“Beauty is Embarrassing” and the DFT is enchanting
Artist Wayne White takes a puppet head of Lyndon B. Johnson for lark through the Hollywood Hills.
For whoever’s counting, the Detroit Film Theatre (DFT) is off to a monster start in 2013, with a second consecutive weekend featuring a documentary about a particular artistic process. Previously, it was the astounding photographic productions of Gregory Crewdson: Brief Encounters, and last weekend it was the far-ranging multi-mediated stylings of cartoonist and set designer-come-fine artist Wayne White, in the hilarious documentary Beauty Is Embarrassing (directed by Neil Berkeley).
I may date myself to note that I first became familiar with White’s work at quite a young age, as he was one of the psychedelic set-builders and puppeteers behind the explosively imaginative Pee-Wee’s Playhouse. The documentary features a wonderful glimpse behind the scenes, with commentary not only from Paul Reubens (who acted as the show’s eponymous host) but clips from the unseen stream-of-consciousness puppeteering that took place behind the scenes of the official production, a delightful artistic petri dish created by shepherding a team of East Village creative into a Los Angeles soundstage, and giving them ample downtime.
Another of White’s real-life puppet works, this one a collaborative effort with an old friend and his middle school art class.
More valuable than a retread of a much-loved cultural reference, however, is the living portrait of White’s career as he struggles to exist as an artist. Graced with early success, White found himself floating in uncertainty after the end of Pee-Wee’s Playhouse, and though contemporary culture is pitted with his creative output (such as the award-winning Smashing Pumpkins video for “Tonight, Tonight”), high visibility doesn’t keep you on top for long, especially in Los Angeles.
The film is punctuated by White’s singing, dancing, joking, and engaging narrative on life as an artist, family man, and Southerner.
The film takes pains to highlight the relationship between Wayne and his wife Mimi, a successful cartoonist in her own right, as well as acknowledging the critical support she provides within the Whites’ family structure.
More recently White has broken into the realm of fine art, with “word paintings” that highlight a puckish sense of humor that is neither regular nor generally welcome in the world of “high art.” This humor makes Beauty Is Embarrassing a sheer pleasure, as it is the framework through which White copes with his identity as a Southerner, his trials as an artist, and his place in his family. A thoroughly human picture of an unquestionably great artist, and another win for the DFT, under the guidance of Margaret Thomas.
Margaret Thomas introducing the Saturday night show.
Detroit Film Theatre, 5200 Woodward Ave., Detroit; 313-833-7887; www.dia.org/detroitfilmtheatre/14/DFT.aspx.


Search the listing below for the word "with" and return each line that contains it.

==== Given records ====

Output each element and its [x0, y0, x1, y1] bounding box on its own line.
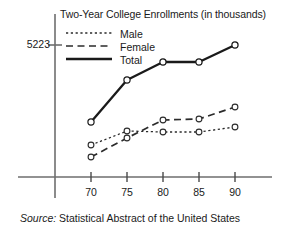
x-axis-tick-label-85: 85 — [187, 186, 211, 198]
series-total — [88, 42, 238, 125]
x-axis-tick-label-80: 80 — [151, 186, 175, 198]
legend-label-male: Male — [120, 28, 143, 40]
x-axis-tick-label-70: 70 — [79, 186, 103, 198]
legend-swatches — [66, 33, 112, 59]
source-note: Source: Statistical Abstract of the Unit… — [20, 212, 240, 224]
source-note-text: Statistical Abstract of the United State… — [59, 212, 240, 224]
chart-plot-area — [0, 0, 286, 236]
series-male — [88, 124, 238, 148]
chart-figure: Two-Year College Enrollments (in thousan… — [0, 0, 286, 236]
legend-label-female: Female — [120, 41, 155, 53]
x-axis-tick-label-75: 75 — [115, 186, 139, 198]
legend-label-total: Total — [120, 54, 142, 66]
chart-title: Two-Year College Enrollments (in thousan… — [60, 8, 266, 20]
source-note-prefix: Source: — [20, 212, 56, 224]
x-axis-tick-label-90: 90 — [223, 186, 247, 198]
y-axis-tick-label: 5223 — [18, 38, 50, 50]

====
==== Given records ====

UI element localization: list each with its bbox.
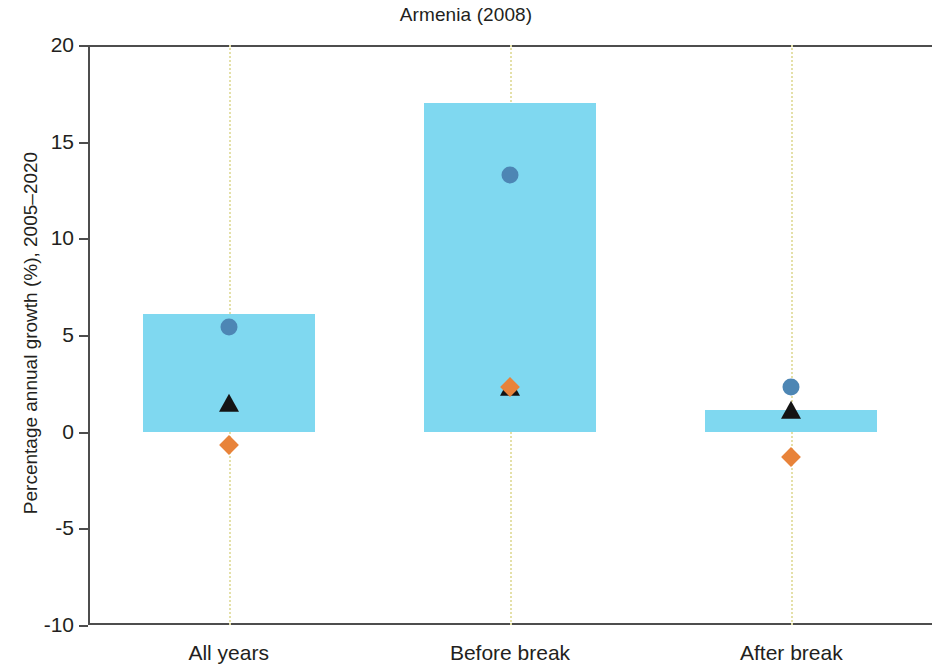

====
==== Given records ====

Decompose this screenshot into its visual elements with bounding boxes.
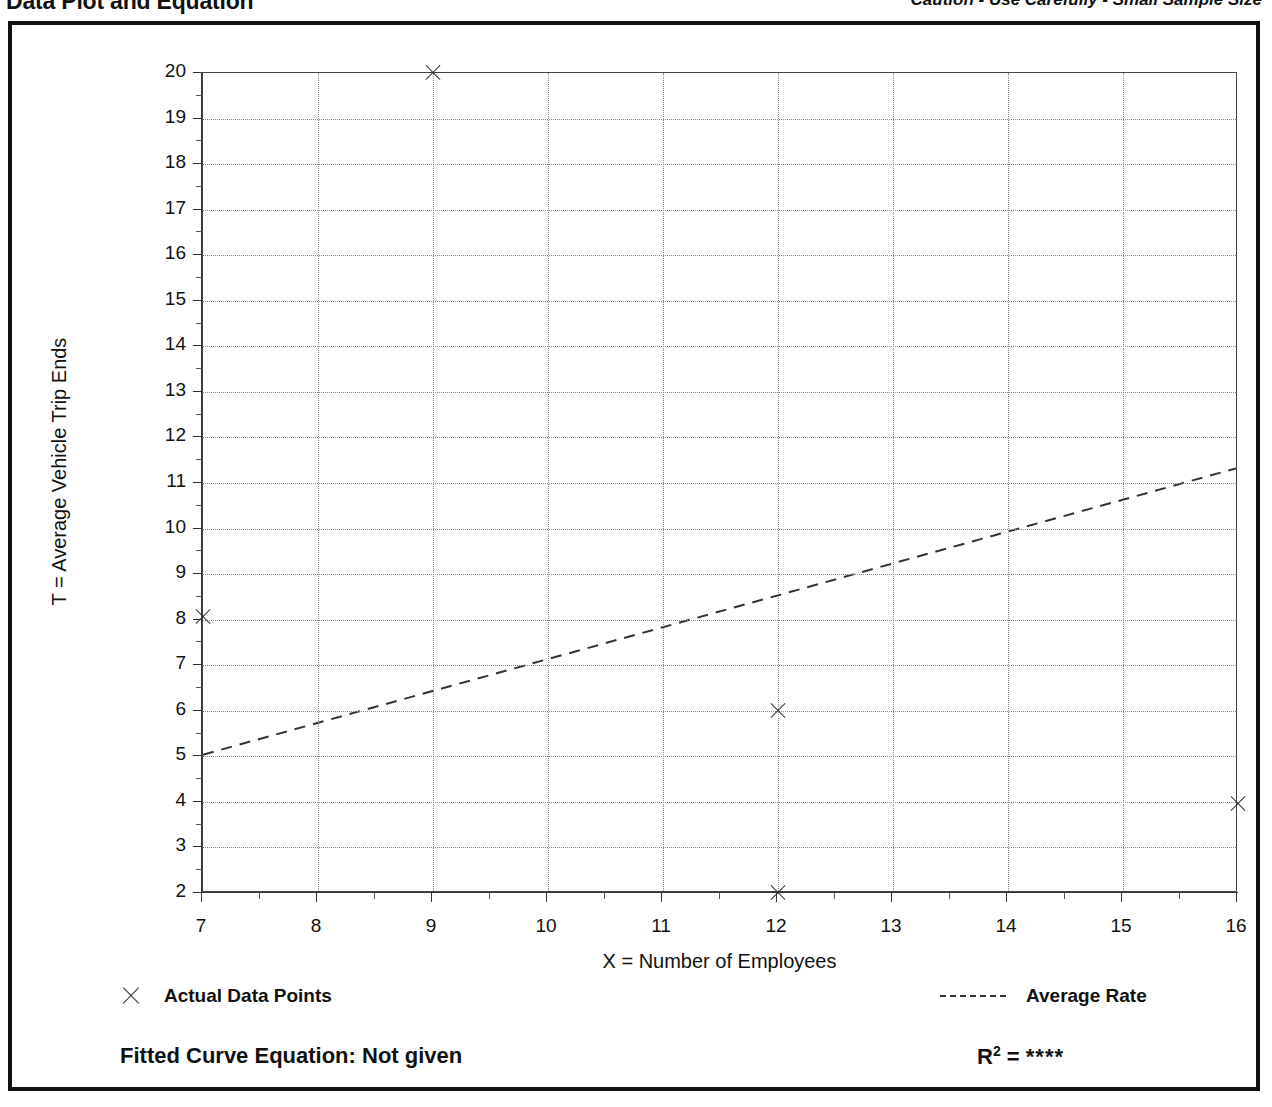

====

**Reply**
UI element localization: list each with its bbox.
Decompose this screenshot into its visual elements with bounding boxes.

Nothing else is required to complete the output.